We can double-click a left parenthesis to select everything from there to the corresponding right parenthesis, and vice versa, so this raises the question: how does my bundle opt in to this? For example, in my "language" (AsciiDoc), a plus sign might be a delimiter. Is there a way to set things up so that double-clicking a plus sign selects to the other plus sign?
I tried smartTypingPairs and highlightPairs, but neither of those was it...
Thx (and sorry if this has already been explained and I missed it) - m.
-- matt neuburg, phd = http://www.apeth.net/matt/ pantes anthropoi tou eidenai oregontai phusei Programming iOS 9! http://shop.oreilly.com/product/0636920044352.do iOS 9 Fundamentals! http://shop.oreilly.com/product/0636920044345.do RubyFrontier! http://www.apeth.com/RubyFrontierDocs/default.html
It looks like highlightPairs is what this functionality ties into, but I couldn’t make it work with any pairs that were the same; so ["+","+"] didn’t work but ["+","-"] did.
Though my C foo is not good;
It looks like the opener character matching the closing character prevents the range from being generated because it matches the opening character.
If the query is "+ foo +" the search starts and stops on the first +.
If what I’m reading is correct, this might be as simple as starting "from + 1" when looking up the next result.
But I’m probably wrong, lol.
https://github.com/textmate/textmate/commit/2dd825515e343a036172859492e25abf...
Thanks,
Graham Heath
On August 25, 2016 at 4:44:32 PM, Matt Neuburg (matt@tidbits.com) wrote:
We can double-click a left parenthesis to select everything from there to the corresponding right parenthesis, and vice versa, so this raises the question: how does my bundle opt in to this? For example, in my "language" (AsciiDoc), a plus sign might be a delimiter. Is there a way to set things up so that double-clicking a plus sign selects to the other plus sign?
I tried smartTypingPairs and highlightPairs, but neither of those was it...
Thx (and sorry if this has already been explained and I missed it) - m.
On 26 Aug 2016, at 2:49, Graham Heath wrote:
If what I’m reading is correct, this might be as simple as starting "from + 1" when looking up the next result.
But I’m probably wrong, lol.
The problem is with things like: `+foo+ and +bar+`.
If you double-click the second `+` then how to know if we should search left or right for the paired character?
We could look at surrounding whitespace, but then there is `(+foo+)` with no whitespace around. So we could look at word characters, but then `"` is also a paired character and we have things like: `printf("%s…", arg);` where neither side of the first `"` has whitespace or wordcharacters.
That said, I’ve made a note about this, I think we could do a heuristic based on the above thinking that should get it right most of the time, and it would actually be awesome to have ⇧⌘B work in strings.
Though right now there is “Select Current Scope” which works to select the current “unit”, this might also be helpful in determining whether to search left/right of `+foo+`, assuming the grammar matches this.
On Aug 28, 2016, at 11:03 PM, Allan Odgaard mailinglist@textmate.org wrote:
Though right now there is “Select Current Scope”
Well, and in fact what I was trying to select by double-clicking the "+" _is_ a scope.
So maybe the double-clicking thing could be extended to mean, "if what's being double-clicked is a scope-boundary, select the scope". I guess I was subconsciously hoping that that's what it might mean.
Obviously we don't _need_ such a feature, since Select Current Scope exists. But it would be cool as an extension of the delimiter double-clicking (which is already cool).
m.
-- matt neuburg, phd = http://www.apeth.net/matt/ pantes anthropoi tou eidenai oregontai phusei Programming iOS 9! http://shop.oreilly.com/product/0636920044352.do iOS 9 Fundamentals! http://shop.oreilly.com/product/0636920044345.do RubyFrontier! http://www.apeth.com/RubyFrontierDocs/default.html
On 29 Aug 2016, at 17:51, Matt Neuburg wrote:
Well, and in fact what I was trying to select by double-clicking the "+" _is_ a scope.
So maybe the double-clicking thing could be extended to mean, "if what's being double-clicked is a scope-boundary, select the scope"
This is sort of possible by making a “character class” setting for the scope.
But this then affects everything that works on words, e.g. moving word left/right, selecting word, etc., will also treat it as one unit, which is often undesured.
Another possibility is to overload mouse clicks for this scope, right now we only have the ability to overload single-click, you’d need to create a new macro with:
scope selector: comment & dyn.modifier.option semantic class: callback.mouse-click content: ( { command = 'selectCurrentScope:'; } )
This macro will trigger whenever option-clicking inside a comment and it’ll do a “select current scope”, hence this is a way to select the entire comment.
You’d replace `comment` in the above with the scope of your `+foo+` units.
I can probably add `callback.mouse-doubleclick` which would get rid of the option modifier requirement.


### ABOUT THIS EXERCISE
Each line below must be printed again exactly.

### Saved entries
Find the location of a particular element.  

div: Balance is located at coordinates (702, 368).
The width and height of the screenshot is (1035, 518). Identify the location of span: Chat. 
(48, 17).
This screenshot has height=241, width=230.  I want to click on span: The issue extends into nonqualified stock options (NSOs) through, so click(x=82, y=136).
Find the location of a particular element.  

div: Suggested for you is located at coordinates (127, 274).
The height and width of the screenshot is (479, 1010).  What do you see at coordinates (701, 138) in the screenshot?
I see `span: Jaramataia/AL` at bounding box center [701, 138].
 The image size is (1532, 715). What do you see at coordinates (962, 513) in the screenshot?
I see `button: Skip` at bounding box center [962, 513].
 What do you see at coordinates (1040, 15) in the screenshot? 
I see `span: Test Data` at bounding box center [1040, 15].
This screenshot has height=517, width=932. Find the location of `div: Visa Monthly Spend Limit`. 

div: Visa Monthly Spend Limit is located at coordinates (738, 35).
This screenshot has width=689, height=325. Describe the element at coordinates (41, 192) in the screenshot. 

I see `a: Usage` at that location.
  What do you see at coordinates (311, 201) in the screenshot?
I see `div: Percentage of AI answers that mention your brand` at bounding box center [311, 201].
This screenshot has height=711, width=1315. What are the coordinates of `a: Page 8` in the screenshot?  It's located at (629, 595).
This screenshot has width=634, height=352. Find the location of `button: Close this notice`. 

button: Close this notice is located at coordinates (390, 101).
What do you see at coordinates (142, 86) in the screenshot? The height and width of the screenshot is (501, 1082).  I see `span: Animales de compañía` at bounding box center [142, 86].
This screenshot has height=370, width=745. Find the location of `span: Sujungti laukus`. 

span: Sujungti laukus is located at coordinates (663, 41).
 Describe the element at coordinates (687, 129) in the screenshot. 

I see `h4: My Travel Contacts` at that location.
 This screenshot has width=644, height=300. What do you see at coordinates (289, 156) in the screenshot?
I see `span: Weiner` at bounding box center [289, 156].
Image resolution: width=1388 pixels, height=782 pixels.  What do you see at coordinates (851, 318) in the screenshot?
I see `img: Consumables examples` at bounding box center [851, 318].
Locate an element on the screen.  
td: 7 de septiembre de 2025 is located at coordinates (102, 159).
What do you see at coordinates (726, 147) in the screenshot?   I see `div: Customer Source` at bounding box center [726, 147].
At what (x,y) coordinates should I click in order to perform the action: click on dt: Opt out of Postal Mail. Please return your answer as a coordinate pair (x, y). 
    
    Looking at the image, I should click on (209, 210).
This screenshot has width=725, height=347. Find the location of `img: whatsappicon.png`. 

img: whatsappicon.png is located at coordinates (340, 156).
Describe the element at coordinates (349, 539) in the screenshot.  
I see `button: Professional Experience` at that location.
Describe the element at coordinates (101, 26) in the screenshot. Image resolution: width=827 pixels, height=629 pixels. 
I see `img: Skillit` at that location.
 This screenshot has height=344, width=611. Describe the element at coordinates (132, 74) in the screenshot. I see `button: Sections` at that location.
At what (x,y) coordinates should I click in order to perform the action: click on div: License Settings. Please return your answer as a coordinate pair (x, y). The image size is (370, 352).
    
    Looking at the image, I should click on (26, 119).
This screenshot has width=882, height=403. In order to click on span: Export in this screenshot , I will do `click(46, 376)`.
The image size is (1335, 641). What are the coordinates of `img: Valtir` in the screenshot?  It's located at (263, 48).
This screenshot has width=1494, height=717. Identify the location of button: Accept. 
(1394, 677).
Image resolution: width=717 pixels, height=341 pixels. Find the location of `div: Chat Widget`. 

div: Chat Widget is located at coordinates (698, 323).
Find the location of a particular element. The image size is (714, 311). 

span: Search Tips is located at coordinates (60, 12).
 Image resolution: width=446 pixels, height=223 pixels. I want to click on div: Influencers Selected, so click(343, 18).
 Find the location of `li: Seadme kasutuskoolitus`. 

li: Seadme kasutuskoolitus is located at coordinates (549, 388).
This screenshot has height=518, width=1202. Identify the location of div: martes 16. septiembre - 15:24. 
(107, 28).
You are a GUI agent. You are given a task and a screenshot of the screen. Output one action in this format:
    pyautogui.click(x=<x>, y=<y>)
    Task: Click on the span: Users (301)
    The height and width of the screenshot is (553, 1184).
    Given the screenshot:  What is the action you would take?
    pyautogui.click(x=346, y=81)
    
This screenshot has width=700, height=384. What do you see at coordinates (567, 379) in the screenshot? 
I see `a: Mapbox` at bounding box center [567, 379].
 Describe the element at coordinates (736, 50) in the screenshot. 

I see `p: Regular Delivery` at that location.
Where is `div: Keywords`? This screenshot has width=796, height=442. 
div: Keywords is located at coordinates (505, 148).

### RESPONSE BOX
Find the location of a particular element.  

div: Balance is located at coordinates (702, 368).
The width and height of the screenshot is (1035, 518). Identify the location of span: Chat. 
(48, 17).
This screenshot has height=241, width=230.  I want to click on span: The issue extends into nonqualified stock options (NSOs) through, so click(x=82, y=136).
Find the location of a particular element.  

div: Suggested for you is located at coordinates (127, 274).
The height and width of the screenshot is (479, 1010).  What do you see at coordinates (701, 138) in the screenshot?
I see `span: Jaramataia/AL` at bounding box center [701, 138].
 The image size is (1532, 715). What do you see at coordinates (962, 513) in the screenshot?
I see `button: Skip` at bounding box center [962, 513].
 What do you see at coordinates (1040, 15) in the screenshot? 
I see `span: Test Data` at bounding box center [1040, 15].
This screenshot has height=517, width=932. Find the location of `div: Visa Monthly Spend Limit`. 

div: Visa Monthly Spend Limit is located at coordinates (738, 35).
This screenshot has width=689, height=325. Describe the element at coordinates (41, 192) in the screenshot. 

I see `a: Usage` at that location.
  What do you see at coordinates (311, 201) in the screenshot?
I see `div: Percentage of AI answers that mention your brand` at bounding box center [311, 201].
This screenshot has height=711, width=1315. What are the coordinates of `a: Page 8` in the screenshot?  It's located at (629, 595).
This screenshot has width=634, height=352. Find the location of `button: Close this notice`. 

button: Close this notice is located at coordinates (390, 101).
What do you see at coordinates (142, 86) in the screenshot? The height and width of the screenshot is (501, 1082).  I see `span: Animales de compañía` at bounding box center [142, 86].
This screenshot has height=370, width=745. Find the location of `span: Sujungti laukus`. 

span: Sujungti laukus is located at coordinates (663, 41).
 Describe the element at coordinates (687, 129) in the screenshot. 

I see `h4: My Travel Contacts` at that location.
 This screenshot has width=644, height=300. What do you see at coordinates (289, 156) in the screenshot?
I see `span: Weiner` at bounding box center [289, 156].
Image resolution: width=1388 pixels, height=782 pixels.  What do you see at coordinates (851, 318) in the screenshot?
I see `img: Consumables examples` at bounding box center [851, 318].
Locate an element on the screen.  
td: 7 de septiembre de 2025 is located at coordinates (102, 159).
What do you see at coordinates (726, 147) in the screenshot?   I see `div: Customer Source` at bounding box center [726, 147].
At what (x,y) coordinates should I click in order to perform the action: click on dt: Opt out of Postal Mail. Please return your answer as a coordinate pair (x, y). 
    
    Looking at the image, I should click on (209, 210).
This screenshot has width=725, height=347. Find the location of `img: whatsappicon.png`. 

img: whatsappicon.png is located at coordinates (340, 156).
Describe the element at coordinates (349, 539) in the screenshot.  
I see `button: Professional Experience` at that location.
Describe the element at coordinates (101, 26) in the screenshot. Image resolution: width=827 pixels, height=629 pixels. 
I see `img: Skillit` at that location.
 This screenshot has height=344, width=611. Describe the element at coordinates (132, 74) in the screenshot. I see `button: Sections` at that location.
At what (x,y) coordinates should I click in order to perform the action: click on div: License Settings. Please return your answer as a coordinate pair (x, y). The image size is (370, 352).
    
    Looking at the image, I should click on (26, 119).
This screenshot has width=882, height=403. In order to click on span: Export in this screenshot , I will do `click(46, 376)`.
The image size is (1335, 641). What are the coordinates of `img: Valtir` in the screenshot?  It's located at (263, 48).
This screenshot has width=1494, height=717. Identify the location of button: Accept. 
(1394, 677).
Image resolution: width=717 pixels, height=341 pixels. Find the location of `div: Chat Widget`. 

div: Chat Widget is located at coordinates (698, 323).
Find the location of a particular element. The image size is (714, 311). 

span: Search Tips is located at coordinates (60, 12).
 Image resolution: width=446 pixels, height=223 pixels. I want to click on div: Influencers Selected, so click(343, 18).
 Find the location of `li: Seadme kasutuskoolitus`. 

li: Seadme kasutuskoolitus is located at coordinates (549, 388).
This screenshot has height=518, width=1202. Identify the location of div: martes 16. septiembre - 15:24. 
(107, 28).
You are a GUI agent. You are given a task and a screenshot of the screen. Output one action in this format:
    pyautogui.click(x=<x>, y=<y>)
    Task: Click on the span: Users (301)
    The height and width of the screenshot is (553, 1184).
    Given the screenshot:  What is the action you would take?
    pyautogui.click(x=346, y=81)
    
This screenshot has width=700, height=384. What do you see at coordinates (567, 379) in the screenshot? 
I see `a: Mapbox` at bounding box center [567, 379].
 Describe the element at coordinates (736, 50) in the screenshot. 

I see `p: Regular Delivery` at that location.
Where is `div: Keywords`? This screenshot has width=796, height=442. 
div: Keywords is located at coordinates (505, 148).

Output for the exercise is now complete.